Opinion: Rationing education in Calif. schools

By Joe Mathews

Californians think we have a system of public education. What we really have is a system for rationing public education.

I got a taste of this in the spring, when I took my 5-year-old son to our local school district offices to determine his educational future. This being California, the determination was made not by any test or assessment but by a lottery. An administrator pulled names out of a hat to fill spots in our elementary school’s new Mandarin immersion program.

Joe Mathews

Joe Mathews

The beginning of the academic year is when we hear fine speeches about how our state is committed to doing the very best for every child. But when you see firsthand how educational resources are allocated, California schools leave much to chance.

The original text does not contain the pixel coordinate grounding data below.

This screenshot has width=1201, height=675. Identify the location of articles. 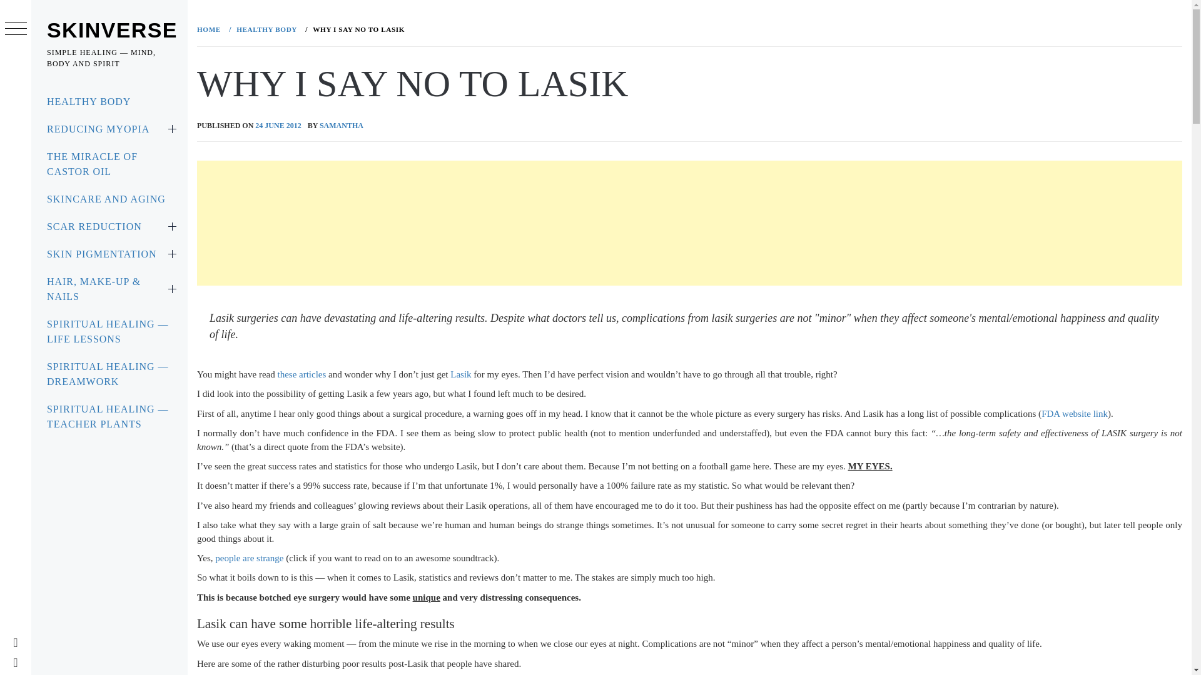
(312, 374).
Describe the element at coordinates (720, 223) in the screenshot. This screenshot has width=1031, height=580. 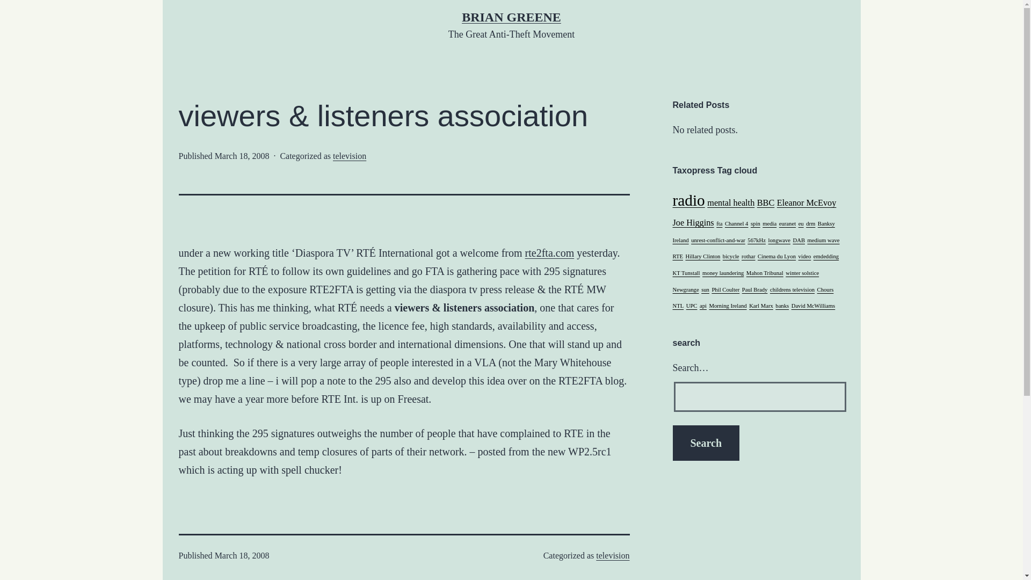
I see `1 topics` at that location.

We do this for two reasons: scarcity and avoidance. Educational resources here are scarce—there is simply more demand for schooling than the state’s wobbly budget system can accommodate. And so we use lotteries and formulas, so that our officials can avoid the work of deciding who deserves resources, and so that Californians can avoid reckoning with our collective failure to support public education.

By all reliable accounts, there aren’t nearly enough good, experienced teachers in our schools. The state offers only 180 days of instruction (when research suggests there should be more than 200 days). And the inadequacy of newer programs and schools offered by some districts in the name of educational choice only underscores the ongoing scarcity. There are simply not career-readiness programs, Advanced Placement classes, charters, magnets, or language immersions to meet the demand for high-quality options.

There’s little hope of trying to do more to meet those needs, since California decouples school funding from academic needs. Our state constitution’s school funding formulas, known collectively as Proposition 98, guarantee only a portion—you might say a ration—of the state budget to schools. (Tellingly, that money is supplemented by a small amount—usually $1 billion or less than 2 percent of annual education funding—from the state lottery).

In the absence of funds to meet all our students’ needs, we turn to education’s version of lotteries to allot scarce resources. State law (mirroring federal guidance) directs school districts to use a lottery system for charter school admissions once the number of pupils who want to enroll exceeds the number of spaces. Districts with magnet programs do the same. Many of these lotteries have complicated rules and exclusions, often in the name of diversity, as well as with the aim of keeping kids in their neighborhood schools, or keeping siblings together.

Such lotteries are not all that fair. Research shows the lotteries favor students whose parents have the time and resources to investigate their local educational possibilities and sign their children up in the first place. (We parents gotta play to win). Then there’s a bigger question: Does “random” allocation of educational resources really represent justice?

This year, the California Supreme Court, in a 4-3 vote, declined to hear challenges that said California doesn’t provide enough school funding or qualified teachers to meet the state’s constitutional guarantees of education for all. In declining, the court endorsed the argument that, while there might be problems with funding and teachers, these weren’t constitutional problems—because the impact of bad policies was arbitrary, and not felt by any particular group of students.

Mariano-Florentino “Tino” Cuellar, an associate justice of the Supreme Court, dissented powerfully from that logic. Curtailing access to educational opportunity, the justice argued, doesn’t become justifiable simply because it’s done arbitrarily.

“Arbitrary selection has at times been considered a means of rendering a governmental decision legitimate,” he wrote. “But where an appreciable burden results—thereby infringing a fundamental right [like the right to an education]—arbitrariness seems a poor foundation on which to buttress the argument that the resulting situation is one that should not substantially concern us.”

The brilliantly cynical filmmaker Orson Welles once said,  “Nobody gets justice. People only get good luck or bad luck.” He wasn’t wrong—our parents, where and when we were born, the people we happen to meet, all influence the direction our lives take, through no fault or deed of our own.

My own son was lucky. His name was pulled 16th out of the hat, winning him the place he now enjoys in that Mandarin immersion kindergarten. His own luck will transfer to his younger brother, who is automatically eligible to join the program when he reaches kindergarten age.

But California is not as fortunate in leaning its educational system so heavily on luck. Our schools are supposed to be equalizers, helping counter the lottery of life. Instead, they are emulating it.

            Joe Mathews writes the Connecting California column for Zócalo Public Square.